3. When your team says “we’re being practical,” what specifically are they protecting themselves from having to change?
4. Can you name what your failures are telling you about the conditions generating them, or have you built a system that doesn’t require you to know?
An organization running a genuine “good enough” strategy will feel the absence of an answer to that fourth question more than any of the others.
The compounding alternative
This is not an argument about individual capability. It is an argument about what the system asks of the people inside it. The same person performs differently depending on what the structure around them is designed to reward and designed to ignore.
In 2005, Salesforce was growing and losing customers. Not dramatically, but at a rate quietly undermining the economics of a subscription business still proving out its model. The leadership team asked a question most software companies weren’t asking: what happens after a customer commits, and who in the organization owns what they actually experience? The answer was to create the customer success function: a named, staffed, measured capability dedicated to ensuring customers achieved the outcomes they purchased. The measure of success shifted from transactions completed to results delivered.
That structural decision compounded over years. Retention rates climbed well above industry averages. Existing customers expanded faster than others churned. The organization’s relationship with its customers changed because the structure changed, not because the people improved, but because what the system asked of them did. By 2010, the model had become a design standard the rest of the industry was trying to replicate.
Salesforce did not hire better people than its competitors. It built a different structure, anchored to a different definition of success, and had the discipline to ask what the organizations that weren’t coming back were trying to tell them.
The question is not whether your team is working hard. The question is whether the system they’re working inside is designed to learn from what isn’t working, or only from what is.
“Good enough” isn’t the floor of acceptable performance. It’s a ceiling. The organizations that sustain change, develop talent and build real capability at scale are not the ones that ran more volume. They are the ones that treated their loss rate as a diagnostic signal rather than a fixed cost, built the structural capability to address what that signal said and redesigned the conditions generating losses rather than covering them.
Notes
[1] Madhavan Ramanujam and Georg Tacke. “Your New Hit Product Might Be Underpriced.” Harvard Business Review, May 2016. Between 65% and 75% of new products or services miss revenue or profit goals.

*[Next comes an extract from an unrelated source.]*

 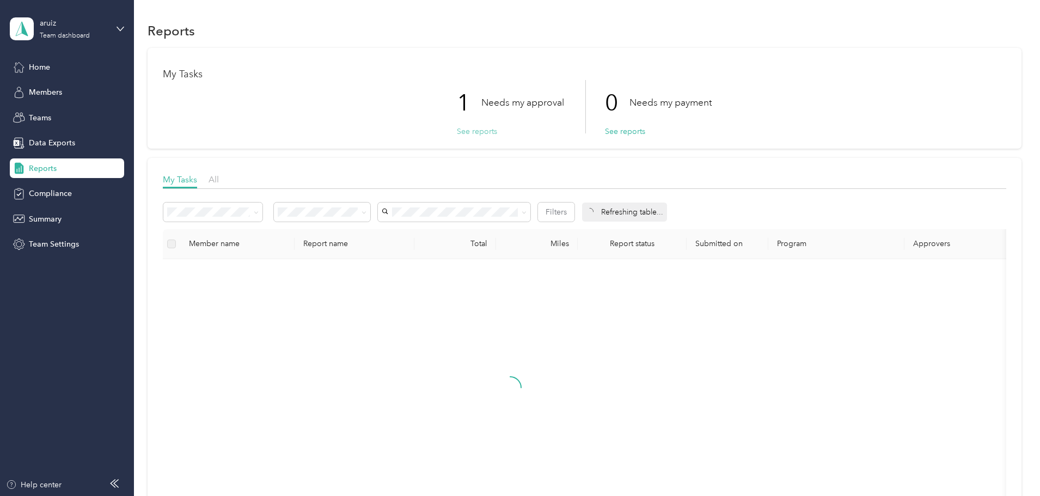 What do you see at coordinates (73, 23) in the screenshot?
I see `div: aruiz` at bounding box center [73, 23].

[2] Kupor, D., Tormala, Z. L., and Norton, M. I. “How Common Is New Product Failure and When Does It Vary?” Marketing Letters, 2021. Analysis of 83,719 SKUs across 31 U.S. consumer packaged goods categories.
[3] McKinsey Global Survey on organizational transformations. 1,546 executives surveyed; 38% reported transformations completely or mostly successful in delivering ROI; 80% described same investments as successful. McKinsey & Company, 2008.

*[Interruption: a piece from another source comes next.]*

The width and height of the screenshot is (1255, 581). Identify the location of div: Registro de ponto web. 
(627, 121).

[4] Standish Group. CHAOS Report series, 1994-present. Project success, challenge, and failure rates tracked annually across thousands of software and technology projects.
[5] Gartner. “Gartner Survey Reveals That Only 48% of Digital Initiatives Meet or Exceed Their Business Outcome Targets.” Press release, October 22, 2024. Survey of more than 3,100 CIOs and technology executives and more than 1,100 executive leaders outside IT.
[6] RAND Corporation. AI project failure rate research, 2024. Consistent with Gartner data showing fewer than half of AI projects advance from prototype to production.


"'Good enough' isn’t the floor of acceptable performance. It’s a ceiling." -- I believe many teams and organizations confuse the concept of perfection as the enemy of progress with this notion of "good enough." "Good enough" shouldn't mean "this is where we stop." It should mean this is where we stop FOR NOW. Pause, assess, shift where needed, move forward again. And again and again. Iterative achievement leads to cumulative gains and improvement.